Club Plum: Annual Literary Horror Issue submissions
Submit “your darkly strange beauties, your unsettling prose poetry and flash fiction, your beautiful and surreal art, your astounding creative nonfiction” to Club Plum for consideration in its annual horror issue. Non-horror submissions are also welcome. Submit by Oct. 1.
clubplumliteraryjournal.com/submit
Keeping It Under Wraps: Body essays
The editors of the “Keeping It Under Wraps” anthology series seek essays “about your experiences, views, and ideas on bodies: your own or in general.” Cited topics include (but are not limited to) body positivity, diet culture, anxiety/mental health, aging, health, gender, abuse, and body dysmorphia. Essays should be within 1,000 to 5,000 words and must be previously unpublished and written in English. If selected for publication, authors will receive £40 and a copy of the published book. Submit by Oct. 1.
keepingitunderwraps.com/submissions
The Poet’s Billow: The Atlantis Award
This $300 award will be given to a single best poem. The winning work will also be published on The Poet’s Billow website along with an interview with the author. Up to five finalists will also be considered for publication. Submit by Oct. 1.
thepoetsbillow.org/poetry-awards
The Dillydoun Review: Short fiction
Short fiction between 1,000 and 8,000 words is eligible for the Dillydoun Review’s Annual Short Story Prize, which offers a grand prize of $5,000. Second place will receive $1,000, third place will receive $500, and honorable mentions will receive $50. All winners and honorable mentions will be printed in the journal’s annual “Best of the Best” print anthology, and all entries will be considered for publication by TDR. Submit by Oct. 2.

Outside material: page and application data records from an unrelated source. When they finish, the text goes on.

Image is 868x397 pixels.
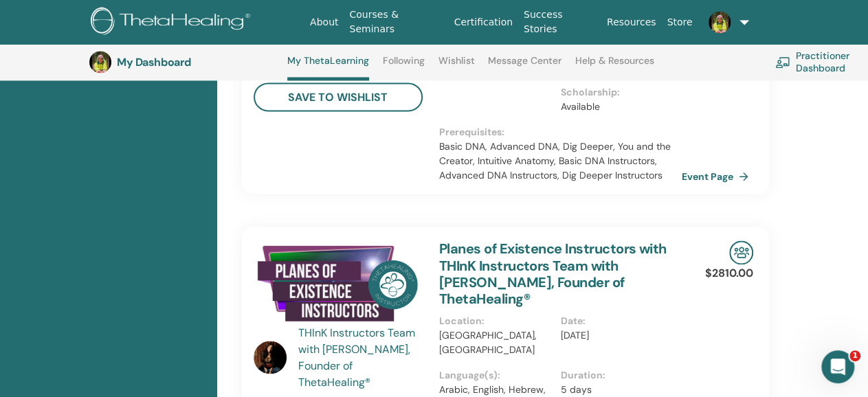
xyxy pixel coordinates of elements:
[254,241,423,328] img: Planes of Existence Instructors
[560,313,673,327] p: Date :
[305,10,344,35] a: About
[287,55,369,81] a: My ThetaLearning
[705,264,753,281] p: $2810.00
[575,55,655,77] a: Help & Resources
[89,51,111,73] img: default.jpg
[518,2,602,42] a: Success Stories
[439,140,682,183] p: Basic DNA, Advanced DNA, Dig Deeper, You and the Creator, Intuitive Anatomy, Basic DNA Instructor...
[560,382,673,396] p: 5 days
[448,10,517,35] a: Certification
[438,55,475,77] a: Wishlist
[439,327,552,357] p: [GEOGRAPHIC_DATA], [GEOGRAPHIC_DATA]
[560,368,673,382] p: Duration :
[560,85,673,99] p: Scholarship :
[344,2,448,42] a: Courses & Seminars
[439,125,682,140] p: Prerequisites :
[682,166,754,187] a: Event Page
[776,56,790,68] img: chalkboard-teacher.svg
[488,55,561,77] a: Message Center
[560,99,673,114] p: Available
[849,351,860,362] span: 1
[254,83,423,111] button: save to wishlist
[439,240,666,308] a: Planes of Existence Instructors with THInK Instructors Team with [PERSON_NAME], Founder of ThetaH...
[729,241,753,264] img: In-Person Seminar
[560,327,673,342] p: [DATE]
[90,7,255,37] img: logo.png
[117,56,255,69] h3: My Dashboard
[254,341,287,373] img: default.jpg
[662,10,698,35] a: Store
[298,324,426,390] a: THInK Instructors Team with [PERSON_NAME], Founder of ThetaHealing®
[602,10,662,35] a: Resources
[439,313,552,327] p: Location :
[709,11,730,33] img: default.jpg
[821,351,854,383] iframe: Intercom live chat
[382,55,425,77] a: Following
[439,368,552,382] p: Language(s) :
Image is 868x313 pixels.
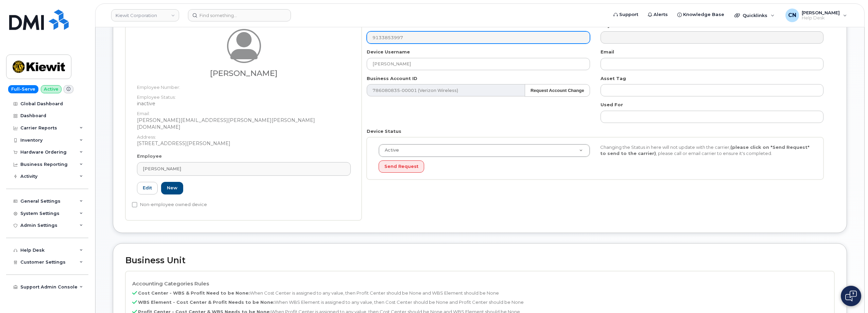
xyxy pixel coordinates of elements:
[781,9,852,22] div: Connor Nguyen
[137,182,158,194] a: Edit
[367,49,410,55] label: Device Username
[654,11,668,18] span: Alerts
[600,75,626,81] label: Asset Tag
[600,49,614,55] label: Email
[132,281,827,286] h4: Accounting Categories Rules
[143,165,181,172] span: [PERSON_NAME]
[111,9,179,21] a: Kiewit Corporation
[137,153,162,159] label: Employee
[367,75,418,81] label: Business Account ID
[609,8,643,21] a: Support
[673,8,729,21] a: Knowledge Base
[379,160,424,173] button: Send Request
[138,290,250,295] b: Cost Center - WBS & Profit Need to be None:
[137,107,351,117] dt: Email:
[132,299,827,305] p: When WBS Element is assigned to any value, then Cost Center should be None and Profit Center shou...
[524,84,590,97] button: Request Account Change
[132,202,137,207] input: Non-employee owned device
[137,100,351,107] dd: inactive
[600,101,623,108] label: Used For
[188,9,291,21] input: Find something...
[619,11,638,18] span: Support
[802,10,839,15] span: [PERSON_NAME]
[138,299,274,304] b: WBS Element - Cost Center & Profit Needs to be None:
[137,91,351,100] dt: Employee Status:
[137,162,351,176] a: [PERSON_NAME]
[137,117,351,130] dd: [PERSON_NAME][EMAIL_ADDRESS][PERSON_NAME][PERSON_NAME][DOMAIN_NAME]
[788,11,796,19] span: CN
[845,291,856,301] img: Open chat
[137,130,351,140] dt: Address:
[802,15,839,21] span: Help Desk
[132,201,207,208] label: Non-employee owned device
[381,147,399,153] span: Active
[137,140,351,146] dd: [STREET_ADDRESS][PERSON_NAME]
[643,8,673,21] a: Alerts
[161,182,183,194] a: New
[126,255,835,265] h2: Business Unit
[730,9,779,22] div: Quicklinks
[137,81,351,91] dt: Employee Number:
[683,11,724,18] span: Knowledge Base
[132,289,827,296] p: When Cost Center is assigned to any value, then Profit Center should be None and WBS Element shou...
[742,13,767,18] span: Quicklinks
[367,128,401,134] label: Device Status
[379,144,589,157] a: Active
[137,69,351,78] h3: [PERSON_NAME]
[531,88,584,93] strong: Request Account Change
[595,144,816,157] div: Changing the Status in here will not update with the carrier, , please call or email carrier to e...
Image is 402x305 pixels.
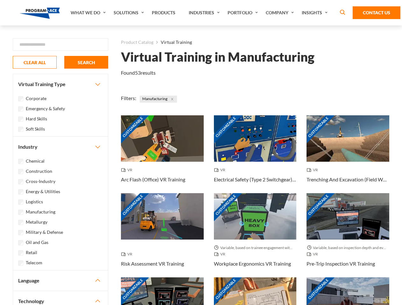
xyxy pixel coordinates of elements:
input: Soft Skills [18,127,23,132]
input: Logistics [18,200,23,205]
label: Military & Defense [26,229,63,236]
input: Retail [18,251,23,256]
input: Telecom [18,261,23,266]
span: VR [306,167,320,173]
h3: Risk Assessment VR Training [121,260,184,268]
label: Corporate [26,95,46,102]
li: Virtual Training [153,38,192,46]
label: Emergency & Safety [26,105,65,112]
label: Telecom [26,259,42,266]
input: Manufacturing [18,210,23,215]
a: Contact Us [352,6,400,19]
span: VR [214,167,228,173]
span: Variable, based on trainee engagement with exercises. [214,245,296,251]
input: Corporate [18,96,23,101]
input: Emergency & Safety [18,107,23,112]
span: Filters: [121,95,136,101]
em: 53 [135,70,141,76]
label: Oil and Gas [26,239,48,246]
span: Manufacturing [140,96,177,103]
input: Metallurgy [18,220,23,225]
a: Customizable Thumbnail - Electrical Safety (Type 2 Switchgear) VR Training VR Electrical Safety (... [214,115,296,193]
a: Product Catalog [121,38,153,46]
a: Customizable Thumbnail - Workplace Ergonomics VR Training Variable, based on trainee engagement w... [214,193,296,278]
p: Found results [121,69,155,77]
h1: Virtual Training in Manufacturing [121,52,314,63]
label: Metallurgy [26,219,47,226]
input: Chemical [18,159,23,164]
label: Manufacturing [26,209,55,216]
input: Hard Skills [18,117,23,122]
label: Chemical [26,158,45,165]
label: Logistics [26,198,43,205]
input: Military & Defense [18,230,23,235]
button: Close [169,96,176,103]
label: Soft Skills [26,126,45,133]
span: VR [121,167,135,173]
h3: Electrical Safety (Type 2 Switchgear) VR Training [214,176,296,183]
a: Customizable Thumbnail - Arc Flash (Office) VR Training VR Arc Flash (Office) VR Training [121,115,204,193]
img: Program-Ace [20,8,60,19]
label: Hard Skills [26,115,47,122]
span: VR [214,251,228,258]
button: CLEAR ALL [13,56,57,69]
input: Cross-Industry [18,179,23,184]
button: Virtual Training Type [13,74,108,94]
span: VR [121,251,135,258]
button: Industry [13,137,108,157]
nav: breadcrumb [121,38,389,46]
h3: Pre-Trip Inspection VR Training [306,260,375,268]
label: Cross-Industry [26,178,55,185]
span: VR [306,251,320,258]
a: Customizable Thumbnail - Pre-Trip Inspection VR Training Variable, based on inspection depth and ... [306,193,389,278]
label: Energy & Utilities [26,188,60,195]
input: Construction [18,169,23,174]
a: Customizable Thumbnail - Risk Assessment VR Training VR Risk Assessment VR Training [121,193,204,278]
a: Customizable Thumbnail - Trenching And Excavation (Field Work) VR Training VR Trenching And Excav... [306,115,389,193]
h3: Trenching And Excavation (Field Work) VR Training [306,176,389,183]
span: Variable, based on inspection depth and event interaction. [306,245,389,251]
h3: Workplace Ergonomics VR Training [214,260,291,268]
label: Retail [26,249,37,256]
label: Construction [26,168,52,175]
input: Oil and Gas [18,240,23,245]
button: Language [13,271,108,291]
h3: Arc Flash (Office) VR Training [121,176,185,183]
input: Energy & Utilities [18,190,23,195]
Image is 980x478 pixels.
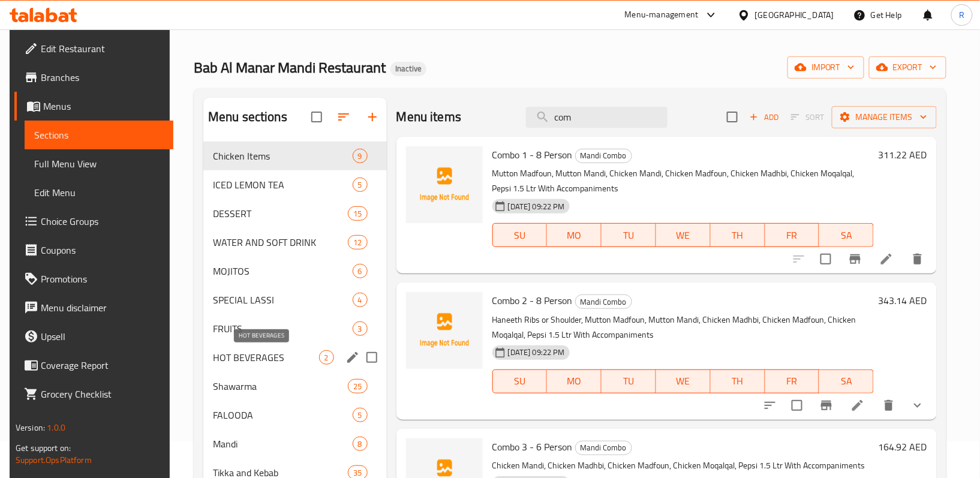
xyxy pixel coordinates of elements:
[194,17,232,32] a: Home
[552,372,597,390] span: MO
[14,235,173,264] a: Coupons
[576,440,632,454] span: Mandi Combo
[661,372,706,390] span: WE
[41,387,164,401] span: Grocery Checklist
[832,106,937,128] button: Manage items
[353,323,368,335] span: 3
[204,228,387,256] div: WATER AND SOFT DRINK12
[319,350,334,364] div: items
[14,63,173,92] a: Branches
[498,372,543,390] span: SU
[875,391,903,419] button: delete
[372,17,376,32] li: /
[869,56,947,78] button: export
[771,227,815,244] span: FR
[194,54,386,81] span: Bab Al Manar Mandi Restaurant
[204,285,387,314] div: SPECIAL LASSI4
[41,358,164,372] span: Coverage Report
[353,438,368,450] span: 8
[820,223,874,247] button: SA
[656,223,711,247] button: WE
[493,166,874,196] p: Mutton Madfoun, Mutton Mandi, Chicken Mandi, Chicken Madfoun, Chicken Madhbi, Chicken Moqalqal, P...
[213,322,353,335] span: FRUITS
[879,146,928,163] h6: 311.22 AED
[395,17,423,32] span: Menus
[353,294,368,306] span: 4
[213,293,353,307] span: SPECIAL LASSI
[204,170,387,199] div: ICED LEMON TEA5
[745,108,784,127] span: Add item
[903,245,932,273] button: delete
[879,438,928,455] h6: 164.92 AED
[353,148,368,163] div: items
[493,223,548,247] button: SU
[237,17,241,32] li: /
[16,440,71,456] span: Get support on:
[16,452,92,468] a: Support.OpsPlatform
[246,17,368,33] a: Restaurants management
[204,343,387,372] div: HOT BEVERAGES2edit
[14,92,173,120] a: Menus
[602,223,656,247] button: TU
[493,291,573,309] span: Combo 2 - 8 Person
[213,408,353,422] span: FALOODA
[879,292,928,309] h6: 343.14 AED
[851,398,865,412] a: Edit menu item
[204,401,387,429] div: FALOODA5
[25,178,173,207] a: Edit Menu
[547,369,602,393] button: MO
[785,393,810,418] span: Select to update
[213,148,353,163] span: Chicken Items
[16,419,45,435] span: Version:
[720,104,745,130] span: Select section
[25,120,173,149] a: Sections
[320,352,333,364] span: 2
[353,264,368,278] div: items
[348,235,368,249] div: items
[745,108,784,127] button: Add
[47,419,65,435] span: 1.0.0
[213,264,353,278] div: MOJITOS
[213,379,348,393] div: Shawarma
[788,56,865,78] button: import
[813,391,841,419] button: Branch-specific-item
[576,295,632,309] span: Mandi Combo
[765,223,820,247] button: FR
[503,346,570,358] span: [DATE] 09:22 PM
[41,329,164,343] span: Upsell
[879,252,894,266] a: Edit menu item
[213,235,348,249] span: WATER AND SOFT DRINK
[304,104,329,130] span: Select all sections
[348,206,368,221] div: items
[353,179,368,190] span: 5
[715,227,760,244] span: TH
[41,70,164,85] span: Branches
[879,60,937,75] span: export
[842,109,928,125] span: Manage items
[41,301,164,315] span: Menu disclaimer
[396,108,462,126] h2: Menu items
[547,223,602,247] button: MO
[406,292,483,369] img: Combo 2 - 8 Person
[381,17,423,33] a: Menus
[208,108,287,126] h2: Menu sections
[41,272,164,286] span: Promotions
[755,9,834,22] div: [GEOGRAPHIC_DATA]
[493,437,573,456] span: Combo 3 - 6 Person
[602,369,656,393] button: TU
[493,312,874,343] p: Haneeth Ribs or Shoulder, Mutton Madfoun, Mutton Mandi, Chicken Madhbi, Chicken Madfoun, Chicken ...
[213,350,319,364] span: HOT BEVERAGES
[353,437,368,450] div: items
[756,391,785,419] button: sort-choices
[349,381,367,392] span: 25
[213,206,348,221] span: DESSERT
[824,372,869,390] span: SA
[406,146,483,223] img: Combo 1 - 8 Person
[391,64,426,74] span: Inactive
[204,256,387,285] div: MOJITOS6
[820,369,874,393] button: SA
[576,148,632,162] span: Mandi Combo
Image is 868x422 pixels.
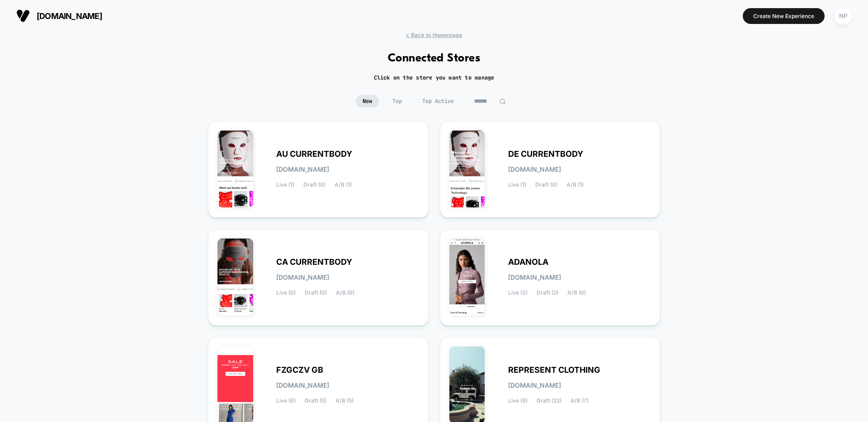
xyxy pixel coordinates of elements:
button: Create New Experience [743,8,825,24]
img: AU_CURRENTBODY [218,131,253,207]
span: < Back to Homepage [405,32,462,39]
img: Visually logo [16,9,30,23]
span: Live (1) [509,182,526,188]
span: ADANOLA [509,259,549,266]
span: A/B (1) [567,182,584,188]
h1: Connected Stores [388,52,481,65]
span: A/B (7) [570,398,589,405]
span: [DOMAIN_NAME] [509,167,561,172]
img: edit [499,98,506,105]
span: [DOMAIN_NAME] [509,383,561,389]
span: A/B (0) [568,290,586,296]
span: New [356,95,379,108]
span: REPRESENT CLOTHING [509,367,600,373]
span: DE CURRENTBODY [509,151,584,157]
div: NP [835,7,852,25]
span: Live (0) [276,290,295,296]
span: [DOMAIN_NAME] [276,167,329,172]
span: CA CURRENTBODY [276,259,352,266]
span: [DOMAIN_NAME] [276,274,329,281]
span: A/B (1) [335,182,352,188]
img: ADANOLA [450,239,485,316]
span: A/B (0) [336,290,354,296]
img: CA_CURRENTBODY [218,239,253,316]
span: Top Active [415,95,461,108]
button: [DOMAIN_NAME] [14,9,105,23]
span: Live (6) [276,398,295,405]
span: Draft (2) [537,290,559,296]
span: FZGCZV GB [276,367,323,373]
span: Live (1) [276,182,295,188]
span: Draft (0) [303,182,325,188]
span: Live (3) [509,290,527,296]
img: DE_CURRENTBODY [450,131,485,207]
span: Live (9) [509,398,527,405]
span: Top [386,95,409,108]
span: AU CURRENTBODY [276,151,352,157]
h2: Click on the store you want to manage [374,74,495,81]
span: Draft (22) [537,398,562,405]
span: Draft (5) [305,398,327,405]
button: NP [832,7,855,25]
span: [DOMAIN_NAME] [509,274,561,281]
span: A/B (5) [335,398,354,405]
span: [DOMAIN_NAME] [36,12,102,21]
span: Draft (0) [305,290,327,296]
span: Draft (0) [535,182,557,188]
span: [DOMAIN_NAME] [276,383,329,389]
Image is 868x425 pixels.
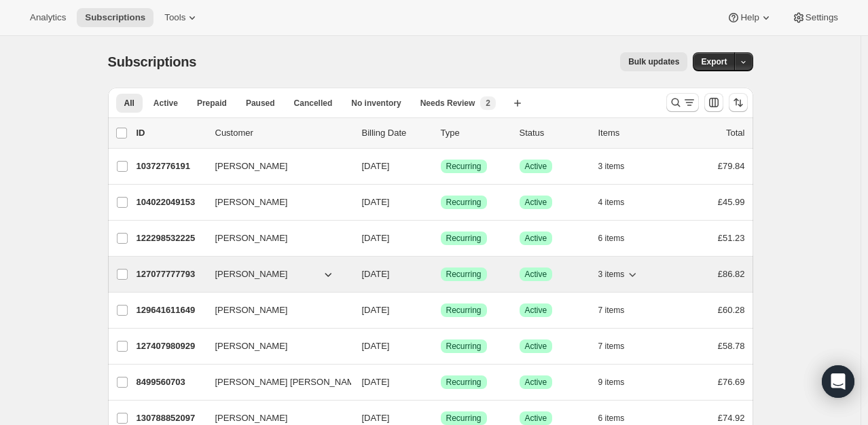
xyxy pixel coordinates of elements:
[215,412,288,425] span: [PERSON_NAME]
[718,233,745,243] span: £51.23
[520,126,588,140] p: Status
[598,161,625,172] span: 3 items
[486,97,490,109] span: 2
[741,12,759,23] span: Help
[207,371,343,393] button: [PERSON_NAME] [PERSON_NAME]
[446,305,481,316] span: Recurring
[525,233,547,244] span: Active
[525,269,547,280] span: Active
[156,8,207,27] button: Tools
[362,233,390,243] span: [DATE]
[806,12,838,23] span: Settings
[598,413,625,424] span: 6 items
[362,269,390,279] span: [DATE]
[718,269,745,279] span: £86.82
[525,161,547,172] span: Active
[507,94,529,112] button: Create new view
[362,197,390,207] span: [DATE]
[207,299,343,321] button: [PERSON_NAME]
[718,305,745,315] span: £60.28
[446,269,481,280] span: Recurring
[215,268,288,281] span: [PERSON_NAME]
[136,373,745,392] div: 8499560703[PERSON_NAME] [PERSON_NAME][DATE]SuccessRecurringSuccessActive9 items£76.69
[136,193,745,212] div: 104022049153[PERSON_NAME][DATE]SuccessRecurringSuccessActive4 items£45.99
[598,341,625,352] span: 7 items
[215,160,288,173] span: [PERSON_NAME]
[136,232,205,245] p: 122298532225
[701,56,727,68] span: Export
[136,196,205,209] p: 104022049153
[362,161,390,171] span: [DATE]
[207,263,343,285] button: [PERSON_NAME]
[136,268,205,281] p: 127077777793
[22,8,74,27] button: Analytics
[718,161,745,171] span: £79.84
[441,126,509,140] div: Type
[136,160,205,173] p: 10372776191
[136,157,745,176] div: 10372776191[PERSON_NAME][DATE]SuccessRecurringSuccessActive3 items£79.84
[525,413,547,424] span: Active
[598,377,625,388] span: 9 items
[136,304,205,317] p: 129641611649
[598,197,625,208] span: 4 items
[727,126,744,140] p: Total
[136,126,205,140] p: ID
[718,197,745,207] span: £45.99
[362,341,390,351] span: [DATE]
[822,365,855,398] div: Open Intercom Messenger
[215,126,351,140] p: Customer
[362,126,430,140] p: Billing Date
[620,53,688,71] button: Bulk updates
[164,12,185,23] span: Tools
[598,265,640,284] button: 3 items
[446,377,481,388] span: Recurring
[215,376,363,389] span: [PERSON_NAME] [PERSON_NAME]
[215,196,288,209] span: [PERSON_NAME]
[718,341,745,351] span: £58.78
[784,8,846,27] button: Settings
[30,12,66,23] span: Analytics
[197,97,227,109] span: Prepaid
[207,155,343,177] button: [PERSON_NAME]
[446,413,481,424] span: Recurring
[598,337,640,356] button: 7 items
[446,233,481,244] span: Recurring
[705,93,724,112] button: Customize table column order and visibility
[693,53,735,71] button: Export
[76,8,154,27] button: Subscriptions
[136,126,745,140] div: IDCustomerBilling DateTypeStatusItemsTotal
[598,233,625,244] span: 6 items
[525,305,547,316] span: Active
[154,97,178,109] span: Active
[215,340,288,353] span: [PERSON_NAME]
[215,304,288,317] span: [PERSON_NAME]
[421,97,475,109] span: Needs Review
[207,227,343,249] button: [PERSON_NAME]
[136,337,745,356] div: 127407980929[PERSON_NAME][DATE]SuccessRecurringSuccessActive7 items£58.78
[525,377,547,388] span: Active
[446,161,481,172] span: Recurring
[362,377,390,387] span: [DATE]
[136,265,745,284] div: 127077777793[PERSON_NAME][DATE]SuccessRecurringSuccessActive3 items£86.82
[246,97,275,109] span: Paused
[362,413,390,423] span: [DATE]
[729,93,748,112] button: Sort the results
[628,56,679,68] span: Bulk updates
[598,193,640,212] button: 4 items
[136,412,205,425] p: 130788852097
[136,229,745,248] div: 122298532225[PERSON_NAME][DATE]SuccessRecurringSuccessActive6 items£51.23
[598,301,640,320] button: 7 items
[136,376,205,389] p: 8499560703
[136,301,745,320] div: 129641611649[PERSON_NAME][DATE]SuccessRecurringSuccessActive7 items£60.28
[125,97,134,109] span: All
[207,335,343,357] button: [PERSON_NAME]
[667,93,699,112] button: Search and filter results
[215,232,288,245] span: [PERSON_NAME]
[598,269,625,280] span: 3 items
[351,97,401,109] span: No inventory
[718,377,745,387] span: £76.69
[598,305,625,316] span: 7 items
[718,413,745,423] span: £74.92
[362,305,390,315] span: [DATE]
[525,341,547,352] span: Active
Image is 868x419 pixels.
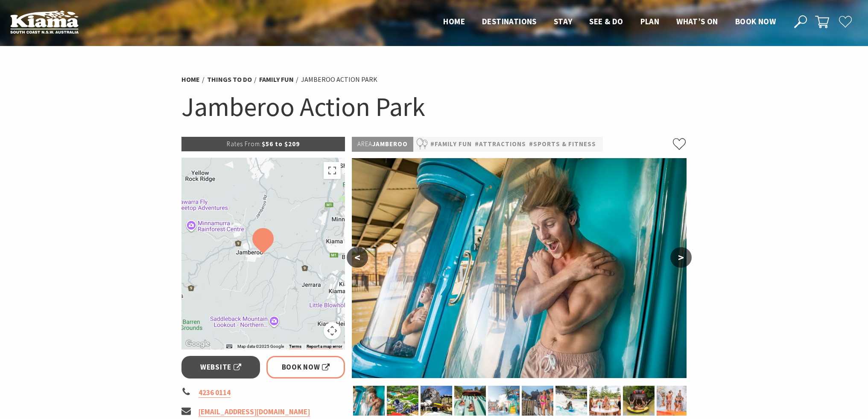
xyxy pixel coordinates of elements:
a: Family Fun [259,75,294,84]
img: Google [184,339,212,349]
span: Plan [641,16,660,27]
span: See & Do [589,16,623,27]
img: Fun for everyone at Banjo's Billabong [657,386,688,416]
a: Home [181,75,200,84]
span: Destinations [482,16,537,27]
span: Book now [736,16,776,27]
a: Things To Do [207,75,252,84]
img: The Perfect Storm [420,386,452,416]
a: Report a map error [307,344,342,349]
a: 4236 0114 [198,388,230,398]
span: Book Now [282,362,330,373]
img: A Truly Hair Raising Experience - The Stinger, only at Jamberoo! [352,158,687,378]
img: Feel The Rush, race your mates - Octo-Racer, only at Jamberoo Action Park [556,386,587,416]
a: Open this area in Google Maps (opens a new window) [184,339,212,349]
img: Drop into the Darkness on The Taipan! [623,386,654,416]
p: $56 to $209 [181,137,345,151]
img: A Truly Hair Raising Experience - The Stinger, only at Jamberoo! [353,386,385,416]
button: > [671,248,692,268]
img: Bombora Seafood Bombora Scoop [589,386,621,416]
button: Map camera controls [324,323,341,339]
a: Terms (opens in new tab) [289,344,302,349]
p: Jamberoo [352,137,413,152]
nav: Main Menu [435,15,785,29]
a: #Attractions [475,139,526,150]
img: only at Jamberoo...where you control the action! [455,386,486,416]
button: Toggle fullscreen view [324,162,341,179]
h1: Jamberoo Action Park [181,89,687,124]
a: Book Now [266,356,345,378]
span: Stay [554,16,573,27]
img: Jamberoo Action Park [488,386,520,416]
img: Kiama Logo [10,10,79,34]
a: #Sports & Fitness [529,139,596,150]
button: Keyboard shortcuts [227,344,232,349]
span: Website [201,362,241,373]
li: Jamberoo Action Park [301,74,377,86]
a: Website [181,356,260,378]
span: Map data ©2025 Google [237,344,284,349]
span: Rates From: [227,140,262,148]
button: < [347,248,368,268]
span: What’s On [677,16,718,27]
img: Jamberoo Action Park [387,386,419,416]
a: #Family Fun [430,139,472,150]
img: Jamberoo...where you control the Action! [522,386,553,416]
a: [EMAIL_ADDRESS][DOMAIN_NAME] [198,408,310,417]
span: Home [443,16,465,27]
span: Area [357,140,372,148]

About Place Journal: ‘Center of Gravity’ submissions
The theme of the next issue of About Place Journal, the arts publication of the Black Earth Institute, is “Center of Gravity.” “We are particularly interested in submissions that engage with the various centers of gravity concerning voting, reproductive rights, and trans rights, making black lives matter, healthcare, inequality, and their intersections with the environment and autonomy. In particular, we ask how acts of resistance might rebuild our human and nonhuman dwelling places while creating resilient systems of authentic community,” editors say. Prose should not exceed 4,000 words, while poets should send up to three poems, each of which is no longer than 50 lines. Submit by Oct. 15.
aboutplacejournal.org/submissions
Kings River Review: Work from community college students
Students from two-year community colleges are welcome to submit creative nonfiction, short stories, and poetry to Kings River Review. Prose should be 3,000 words or less; poets may submit up to five poems. Screenplays are also considered up to 1,000 words. Submit by Oct. 15 for consideration in the fall issue.
Alice James Books: The Alice James Awards
Submit poetry manuscripts to Alice James Books to compete for this $5,000 prize, which also includes publication, promotion, and distribution of the winning manuscript. One or more additional manuscripts may also be chosen for publication outside of the grand-prize winner. Eligible manuscripts will be 48 to 100 single-spaced pages with no more than 25 pages of previously published poems. Submit by Oct. 16.
Anthology magazine: ‘Dreams’ poetry
Send previously unpublished poems related to the theme of “dreams” to be considered for Anthology magazine’s annual poetry prize. The winning entry will receive €500 and publication in Anthology as well as a one-year subscription to the magazine. Entries must be no more than 40 lines, but there is no limit on how many poems entrants can submit. Enter by Oct. 31.
Jokes Review: Pulp fiction short stories
For an upcoming online issue, the editors of Jokes Review crave pulp fiction stories that “play with or defy genres” and are “low brow but still literary – and funny!” Submit to [email protected] by Oct. 31.
jokesliteraryreview.com/submit
Starlite Pulp Review: Pulp fiction and all of its subgenres
Another publication seeking pulp fiction this fall is Starlite Pulp, which is looking for submissions for its inaugural issue of the Starlite Pulp Review. Noir/detective, adventure, thriller, westerns, and sci-fi stories are all welcome. There is no word limit. Submit by Oct. 31.